David Bowie: the man who started it all.
The Bay City Rollers
Prince charming in the shape of Adam Ant
Garry no longer Glitters.
Boy George in his sartorial heyday.
There was a time when it was only performers in the pop world who made deeply embarrassing fashion mistakes. I’m thinking here of the ’70s and ’80s. They were quickly followed by the disc jockeys, who, bathing in the reflective glory of their rock and roll masters, started to appear on television looking ridiculous…
The least said about this despicable man the better.
But most other individuals involved in television presenting tended to be kitted out on the lower slopes of sartorial sensationalism…
In his ‘everyone’s favourite uncle’ outfit, John Betjeman was perfectly pitched for his television appearances in the ’60s and ’70s.
When John Betjeman made his famous British Transport Filmseries, he dressed in his own everyday attire, often topped off with a rather shabby looking mackintosh or trilby hat. But it didn’t distract from his brilliance.
Originally Michael Portillo presented the series in a fairly conservative mode.
Contrast that with the more recent Michael Portillo series Great British Railway Journeys. We see him wandering around clutching his precious Bradshaw railway guide close to his chest like a Gideon’s bible. When the series started, he was dress in a relatively low-key way. However, halfway through the series, something strange started to happen. Brightly coloured shirts became the order of the day.
As the series developed into Great Continental Railway Journeys, Portillo started to wear rather bizarre colour combinations of jackets, shirts, trousers and socks, so much so that I became more transfixed with his dress code than with the journeys and scenes he was describing.
One wonders who advises these presenters on matters of styling. In the case of Portillo, someone is surly sending him up. I can imagine it – Producer: “Michael, I think the lilac jacket and lime-green shirt will work really well.” Out of earshot, directed to the cameraman: “He fell for it again, Charlie.”
Portillo in his true clours
It amuses me how this clamouring to become a ‘character’ through fashion is increasing – mostly in middle-aged men – across the board and is no longer the bastion of the young.
The original presenters of the Antiques Roadshow were rather sober in their dress code, like the red-faced, rotund figure of the late Arthur Negus, whose point of difference was his down-to-earth Berkshire accent. But, over the years, the presenters on this programme have not only got increasingly posher, looking down their noses in mild disgust at the hoarding middle classes who hope to be told that their heirlooms are worth £50,000, but have also become far more garish in their dress code.
Arthur Negus in his old tweeds.
They are now desperately attempting to ‘brand’ themselves with an array of trappings from bow ties to fake tans, from veneers and brightly coloured waistcoats to novelty spectacles: all to elevate themselves to ‘personality’ status.
"Yes well, apart from all that how much is it worth?"
The Antiques Roadshow's Paul Atterbury
Mr perma-tan David Dickinson presenter of Bargin Hunt
Here are some presenters from the past and more recent prize peacocks...
The architectural critic Ian Nairn was totally disinterested in his onscreen appearance in Nairn across Britain (1972).
Kenneth Clark allowed the world be the star rather than himself in BBC’s Civilization in 1969.
Laurence Llewelyn-Bowen: he no doubt wore his outfits to detract from the dreadful interiors that he created during the run of Changing Rooms.
The former TV horse-racing pundit JohnMcCririck must take the prize for wearing the most ridiculous outfits.
The kings of the fashion world are in a league of their own. The Nazi-ranting pirate John Galliano.
And Harry Hill lookalike Karl Lagerfeld.
Long before Sarah Lund’s jumper became famous in The Killing, we had Gyles Brandreth’s monstrosities on TV-am in the ’80s.
Just one of the many horrors worn by Brandreth while on TVAM
Braces became the branding device of Ground Force’s Tommy Walsh.
Meanwhile, Tommy’s Ground Force co-presenter Charlie Dimmock had two other distinguishing presentation points that she used to great effect, cheering up many an ageing gardener.
The darling transvestite of the art establishment, Grayson Perry.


* _Your goal_:
Return a faithful copy of all the entries, omitting the images.
============
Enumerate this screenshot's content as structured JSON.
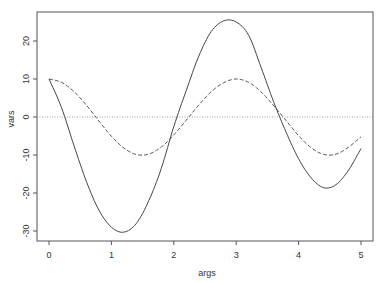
{
  "chart_data": {
    "type": "line",
    "title": "",
    "xlabel": "args",
    "ylabel": "vars",
    "xlim": [
      0,
      5
    ],
    "ylim": [
      -32,
      28
    ],
    "grid": false,
    "legend": null,
    "x_ticks": [
      0,
      1,
      2,
      3,
      4,
      5
    ],
    "x_tick_labels": [
      "0",
      "1",
      "2",
      "3",
      "4",
      "5"
    ],
    "y_ticks": [
      -30,
      -20,
      -10,
      0,
      10,
      20
    ],
    "y_tick_labels": [
      "-30",
      "-20",
      "-10",
      "0",
      "10",
      "20"
    ],
    "x": [
      0,
      0.2,
      0.4,
      0.6,
      0.8,
      1.0,
      1.2,
      1.4,
      1.6,
      1.8,
      2.0,
      2.2,
      2.4,
      2.6,
      2.8,
      3.0,
      3.2,
      3.4,
      3.6,
      3.8,
      4.0,
      4.2,
      4.4,
      4.6,
      4.8,
      5.0
    ],
    "series": [
      {
        "name": "solid",
        "style": "solid",
        "color": "#444444",
        "values": [
          10,
          2.5,
          -7.5,
          -17,
          -24.5,
          -29,
          -30.3,
          -28,
          -22,
          -13.5,
          -2.5,
          7,
          16,
          22.5,
          25.3,
          25,
          21.5,
          13,
          4,
          -4,
          -11,
          -16,
          -18.6,
          -17.8,
          -14,
          -8.3
        ]
      },
      {
        "name": "dashed",
        "style": "dashed",
        "color": "#555555",
        "values": [
          10,
          9.13,
          6.69,
          3.09,
          -1.05,
          -5.05,
          -8.18,
          -9.86,
          -9.75,
          -7.9,
          -4.69,
          -0.83,
          3.16,
          6.66,
          9.03,
          9.99,
          9.12,
          6.58,
          3.0,
          -0.95,
          -4.91,
          -8.07,
          -9.83,
          -9.76,
          -7.95,
          -5.2
        ]
      }
    ],
    "reference_lines": [
      {
        "orientation": "horizontal",
        "value": 0,
        "style": "dotted",
        "color": "#888888"
      }
    ]
  },
  "labels": {
    "xlabel": "args",
    "ylabel": "vars"
  }
}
============
* _Exercise result_:
Enumerate this screenshot's content as structured JSON.
{
  "chart_data": {
    "type": "line",
    "title": "",
    "xlabel": "args",
    "ylabel": "vars",
    "xlim": [
      0,
      5
    ],
    "ylim": [
      -32,
      28
    ],
    "grid": false,
    "legend": null,
    "x_ticks": [
      0,
      1,
      2,
      3,
      4,
      5
    ],
    "x_tick_labels": [
      "0",
      "1",
      "2",
      "3",
      "4",
      "5"
    ],
    "y_ticks": [
      -30,
      -20,
      -10,
      0,
      10,
      20
    ],
    "y_tick_labels": [
      "-30",
      "-20",
      "-10",
      "0",
      "10",
      "20"
    ],
    "x": [
      0,
      0.2,
      0.4,
      0.6,
      0.8,
      1.0,
      1.2,
      1.4,
      1.6,
      1.8,
      2.0,
      2.2,
      2.4,
      2.6,
      2.8,
      3.0,
      3.2,
      3.4,
      3.6,
      3.8,
      4.0,
      4.2,
      4.4,
      4.6,
      4.8,
      5.0
    ],
    "series": [
      {
        "name": "solid",
        "style": "solid",
        "color": "#444444",
        "values": [
          10,
          2.5,
          -7.5,
          -17,
          -24.5,
          -29,
          -30.3,
          -28,
          -22,
          -13.5,
          -2.5,
          7,
          16,
          22.5,
          25.3,
          25,
          21.5,
          13,
          4,
          -4,
          -11,
          -16,
          -18.6,
          -17.8,
          -14,
          -8.3
        ]
      },
      {
        "name": "dashed",
        "style": "dashed",
        "color": "#555555",
        "values": [
          10,
          9.13,
          6.69,
          3.09,
          -1.05,
          -5.05,
          -8.18,
          -9.86,
          -9.75,
          -7.9,
          -4.69,
          -0.83,
          3.16,
          6.66,
          9.03,
          9.99,
          9.12,
          6.58,
          3.0,
          -0.95,
          -4.91,
          -8.07,
          -9.83,
          -9.76,
          -7.95,
          -5.2
        ]
      }
    ],
    "reference_lines": [
      {
        "orientation": "horizontal",
        "value": 0,
        "style": "dotted",
        "color": "#888888"
      }
    ]
  },
  "labels": {
    "xlabel": "args",
    "ylabel": "vars"
  }
}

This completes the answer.